From the bridge of the Shadowsea, Ada watched the monitors and gritted her teeth. The camera drone was barely keeping up with Cinquain's flight armor, and on top of that, throttling down its bandwidth to the relay to stay beneath the station's detection threshold as they approached, so the picture was getting steadily worse. She keyed the mic.
"Cinq. How are you holding up?"
"Green across the board, boss. Thermals where they should be. Deflek geometry solid, aerodynamics smooth like butter."
"Not the armor, Cinq. You."
"Green across the board, boss," her pilot repeated. "You nervous? You sound nervous."
No point in hiding it. "Always."
"Don't be.

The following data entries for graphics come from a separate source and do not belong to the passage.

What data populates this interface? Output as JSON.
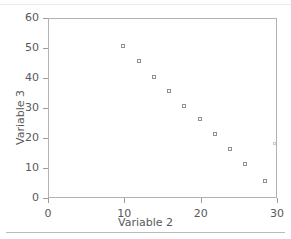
{
  "chart_data": {
    "type": "scatter",
    "title": "",
    "xlabel": "Variable 2",
    "ylabel": "Variable 3",
    "xlim": [
      0,
      30
    ],
    "ylim": [
      0,
      60
    ],
    "xticks": [
      0,
      10,
      20,
      30
    ],
    "yticks": [
      0,
      10,
      20,
      30,
      40,
      50,
      60
    ],
    "xtick_labels": [
      "0",
      "10",
      "20",
      "30"
    ],
    "ytick_labels": [
      "0",
      "10",
      "20",
      "30",
      "40",
      "50",
      "60"
    ],
    "grid": false,
    "legend": null,
    "marker": "open-square",
    "series": [
      {
        "name": "Variable 3 vs Variable 2",
        "points": [
          {
            "x": 10.0,
            "y": 50.5,
            "faint": false
          },
          {
            "x": 12.0,
            "y": 45.5,
            "faint": false
          },
          {
            "x": 14.0,
            "y": 40.0,
            "faint": false
          },
          {
            "x": 16.0,
            "y": 35.5,
            "faint": false
          },
          {
            "x": 18.0,
            "y": 30.5,
            "faint": false
          },
          {
            "x": 20.0,
            "y": 26.0,
            "faint": false
          },
          {
            "x": 22.0,
            "y": 21.0,
            "faint": false
          },
          {
            "x": 24.0,
            "y": 16.0,
            "faint": false
          },
          {
            "x": 26.0,
            "y": 11.0,
            "faint": false
          },
          {
            "x": 28.5,
            "y": 5.5,
            "faint": false
          },
          {
            "x": 29.8,
            "y": 18.0,
            "faint": true
          }
        ]
      }
    ]
  },
  "colors": {
    "axis": "#b0b3b6",
    "tick": "#9a9da0",
    "text": "#58595b",
    "marker": "#8e9194",
    "rule": "#b9bcbf",
    "background": "#ffffff"
  }
}
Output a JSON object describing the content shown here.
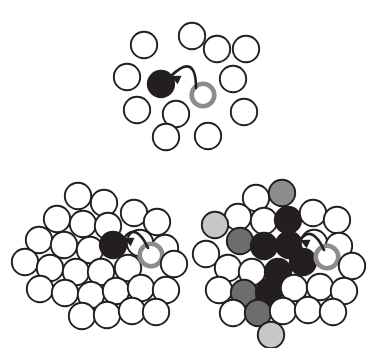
{
  "figure": {
    "width": 383,
    "height": 348,
    "background": "#ffffff",
    "type": "diagram",
    "colors": {
      "outline": "#231f20",
      "empty_fill": "#ffffff",
      "dark_fill": "#231f20",
      "mid_dark_fill": "#3c3a3b",
      "mid_fill": "#6e6c6d",
      "mid_light_fill": "#8d8b8c",
      "light_fill": "#c9c7c5",
      "very_light_fill": "#ddd9d4",
      "ring_stroke": "#8d8b8c",
      "arrow_stroke": "#231f20"
    },
    "geometry": {
      "circle_radius": 13.2,
      "outline_width": 1.9,
      "ring_width": 4.6
    }
  },
  "panels": [
    {
      "id": "panel-top",
      "name": "sparse-lattice-panel",
      "label": "",
      "circles": [
        {
          "cx": 192,
          "cy": 36,
          "shade": "empty"
        },
        {
          "cx": 144,
          "cy": 45,
          "shade": "empty"
        },
        {
          "cx": 217,
          "cy": 49,
          "shade": "empty"
        },
        {
          "cx": 246,
          "cy": 49,
          "shade": "empty"
        },
        {
          "cx": 127,
          "cy": 77,
          "shade": "empty"
        },
        {
          "cx": 161,
          "cy": 84,
          "shade": "dark"
        },
        {
          "cx": 233,
          "cy": 79,
          "shade": "empty"
        },
        {
          "cx": 137,
          "cy": 110,
          "shade": "empty"
        },
        {
          "cx": 176,
          "cy": 114,
          "shade": "empty"
        },
        {
          "cx": 203,
          "cy": 95,
          "shade": "ring"
        },
        {
          "cx": 244,
          "cy": 112,
          "shade": "empty"
        },
        {
          "cx": 166,
          "cy": 137,
          "shade": "empty"
        },
        {
          "cx": 208,
          "cy": 136,
          "shade": "empty"
        }
      ],
      "arrow": {
        "from_x": 196,
        "from_y": 88,
        "to_x": 171,
        "to_y": 76,
        "curve_cx": 196,
        "curve_cy": 52,
        "head_angle": 205
      }
    },
    {
      "id": "panel-bottom-left",
      "name": "dense-lattice-panel",
      "label": "",
      "circles": [
        {
          "cx": 78,
          "cy": 196,
          "shade": "empty"
        },
        {
          "cx": 104,
          "cy": 203,
          "shade": "empty"
        },
        {
          "cx": 57,
          "cy": 219,
          "shade": "empty"
        },
        {
          "cx": 83,
          "cy": 224,
          "shade": "empty"
        },
        {
          "cx": 108,
          "cy": 226,
          "shade": "empty"
        },
        {
          "cx": 134,
          "cy": 213,
          "shade": "empty"
        },
        {
          "cx": 157,
          "cy": 222,
          "shade": "empty"
        },
        {
          "cx": 39,
          "cy": 240,
          "shade": "empty"
        },
        {
          "cx": 64,
          "cy": 245,
          "shade": "empty"
        },
        {
          "cx": 90,
          "cy": 250,
          "shade": "empty"
        },
        {
          "cx": 113,
          "cy": 245,
          "shade": "dark"
        },
        {
          "cx": 140,
          "cy": 243,
          "shade": "empty"
        },
        {
          "cx": 165,
          "cy": 248,
          "shade": "empty"
        },
        {
          "cx": 25,
          "cy": 262,
          "shade": "empty"
        },
        {
          "cx": 50,
          "cy": 268,
          "shade": "empty"
        },
        {
          "cx": 76,
          "cy": 272,
          "shade": "empty"
        },
        {
          "cx": 101,
          "cy": 272,
          "shade": "empty"
        },
        {
          "cx": 128,
          "cy": 268,
          "shade": "empty"
        },
        {
          "cx": 151,
          "cy": 255,
          "shade": "ring"
        },
        {
          "cx": 174,
          "cy": 264,
          "shade": "empty"
        },
        {
          "cx": 40,
          "cy": 289,
          "shade": "empty"
        },
        {
          "cx": 65,
          "cy": 293,
          "shade": "empty"
        },
        {
          "cx": 91,
          "cy": 295,
          "shade": "empty"
        },
        {
          "cx": 116,
          "cy": 291,
          "shade": "empty"
        },
        {
          "cx": 141,
          "cy": 288,
          "shade": "empty"
        },
        {
          "cx": 166,
          "cy": 290,
          "shade": "empty"
        },
        {
          "cx": 82,
          "cy": 316,
          "shade": "empty"
        },
        {
          "cx": 107,
          "cy": 315,
          "shade": "empty"
        },
        {
          "cx": 132,
          "cy": 311,
          "shade": "empty"
        },
        {
          "cx": 156,
          "cy": 312,
          "shade": "empty"
        }
      ],
      "arrow": {
        "from_x": 148,
        "from_y": 248,
        "to_x": 124,
        "to_y": 238,
        "curve_cx": 136,
        "curve_cy": 222,
        "head_angle": 205
      }
    },
    {
      "id": "panel-bottom-right",
      "name": "gradient-lattice-panel",
      "label": "",
      "circles": [
        {
          "cx": 256,
          "cy": 198,
          "shade": "empty"
        },
        {
          "cx": 282,
          "cy": 193,
          "shade": "mid_light"
        },
        {
          "cx": 238,
          "cy": 217,
          "shade": "empty"
        },
        {
          "cx": 264,
          "cy": 221,
          "shade": "empty"
        },
        {
          "cx": 288,
          "cy": 220,
          "shade": "dark"
        },
        {
          "cx": 313,
          "cy": 213,
          "shade": "empty"
        },
        {
          "cx": 337,
          "cy": 220,
          "shade": "empty"
        },
        {
          "cx": 215,
          "cy": 225,
          "shade": "light"
        },
        {
          "cx": 240,
          "cy": 241,
          "shade": "mid"
        },
        {
          "cx": 264,
          "cy": 246,
          "shade": "dark"
        },
        {
          "cx": 289,
          "cy": 245,
          "shade": "dark"
        },
        {
          "cx": 314,
          "cy": 243,
          "shade": "empty"
        },
        {
          "cx": 339,
          "cy": 246,
          "shade": "empty"
        },
        {
          "cx": 206,
          "cy": 254,
          "shade": "empty"
        },
        {
          "cx": 228,
          "cy": 268,
          "shade": "empty"
        },
        {
          "cx": 252,
          "cy": 272,
          "shade": "empty"
        },
        {
          "cx": 278,
          "cy": 272,
          "shade": "dark"
        },
        {
          "cx": 303,
          "cy": 262,
          "shade": "dark"
        },
        {
          "cx": 327,
          "cy": 257,
          "shade": "ring"
        },
        {
          "cx": 352,
          "cy": 266,
          "shade": "empty"
        },
        {
          "cx": 219,
          "cy": 290,
          "shade": "empty"
        },
        {
          "cx": 244,
          "cy": 293,
          "shade": "mid"
        },
        {
          "cx": 269,
          "cy": 292,
          "shade": "dark"
        },
        {
          "cx": 294,
          "cy": 288,
          "shade": "empty"
        },
        {
          "cx": 320,
          "cy": 287,
          "shade": "empty"
        },
        {
          "cx": 344,
          "cy": 291,
          "shade": "empty"
        },
        {
          "cx": 233,
          "cy": 313,
          "shade": "empty"
        },
        {
          "cx": 258,
          "cy": 313,
          "shade": "mid"
        },
        {
          "cx": 283,
          "cy": 311,
          "shade": "empty"
        },
        {
          "cx": 308,
          "cy": 310,
          "shade": "empty"
        },
        {
          "cx": 333,
          "cy": 312,
          "shade": "empty"
        },
        {
          "cx": 271,
          "cy": 335,
          "shade": "light"
        }
      ],
      "arrow": {
        "from_x": 324,
        "from_y": 250,
        "to_x": 300,
        "to_y": 240,
        "curve_cx": 312,
        "curve_cy": 224,
        "head_angle": 205
      }
    }
  ]
}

You trained me for this. Tell the mission jitters to fuck off."
"Wish I could. I don't have your triggers."
"Hard life you live, boss." Her pilot paused. "Coming up on the go/no-go line. We doin' this or what?"
She released the mic switch for the duration of one long intake of breath, held it again. "We're doing it."
"Right."
"And here's me," she told her pilot, and flicked a quartet of hardswitches across the width of the console. The Shadowsea's automatics took it from there.
For a quiet minute, nothing happened.
Then, when the moment was right, the firing solution perfect, the ship shuddered as its twin railguns hurled cobalt slugs in perfect over-the-horizon arcs. Elsewhere on the planet's surface, Cinquain had entrenched weapons where Ada commanded; now buried hypersonic missile launchers ripped their way to the surface to launch a a follow-up barrage of smarter, heavier ordnance.
The camera feed lit up white and then went to SIGNAL LOST. On the voice link, Cinquain whooped and then her signal was gone too.
Ada bit her lip. Nothing to do but wait. And oh, how she hated waiting.
The signals came back, eventually.
The camera drone had survived, and in its feed, defense drones fell burning from the sky. Pillars of ash spread from where railguns and missiles had blasted the station's air defenses to dust. The black wings of Cinquain's armor in approach configuration showed briefly against the steel and glass of the station itself, and then, nothing.
She put the drone into signal relay mode and switched to Cinquain's armor's camera just as Cinquain smashed through the station's walls. The video feed was chaotic, patchy, contrast blown by weapon flash. Most, not all, from Cinq's own weapon.
It was over quickly. She watched every second, room by room, unflinching, reminding herself what this all cost in the end, what was gained, what was lost.
"—day— … —ender—"
"Say again, Cinq."
"I said, that's something you don't see every day, boss. Finally got one of the bastards to surrender."
The armor's camera showed a room full of metal shelves, and a young woman, wearing the usual black and gold but cringing, arms crossed in front of her face as if to ward off Cinquain's cannon.
That didn't happen. Their indoctrination ran deeper than she'd ever been able to figure out a way around — at least, in the field. "You're kidding."
"Nah. Somebody's lucky day, I guess."
"Is the station secure?"
"Other'n this chick, yeah. Everything matched up with our blueprints and personnel records."
"Good. Hold for pickup. I'm bringing the ship in."
"Urgh." She could hear the grimace in her pilot's voice. "Be careful, will ya?"
Despite the chain of command being obvious, short, and to push the metaphor, tightly wrapped around a certain pilot's neck, Cinquain still considered the Shadowsea hers.
Pilots.
"Funny of you to tell me that."
"I'm the one who has to fix the paint job. And last time, two layers of armor underneath—"
Ada spoke a phrase into the mic.
In a voice entirely drained of its irritation, as well as its accent, Cinquain replied: "I hear and obey, Miss."
"Good girl," Ada purred. "Continue to hold. I'll be there shortly."
She reached up to pull the flight controls into position.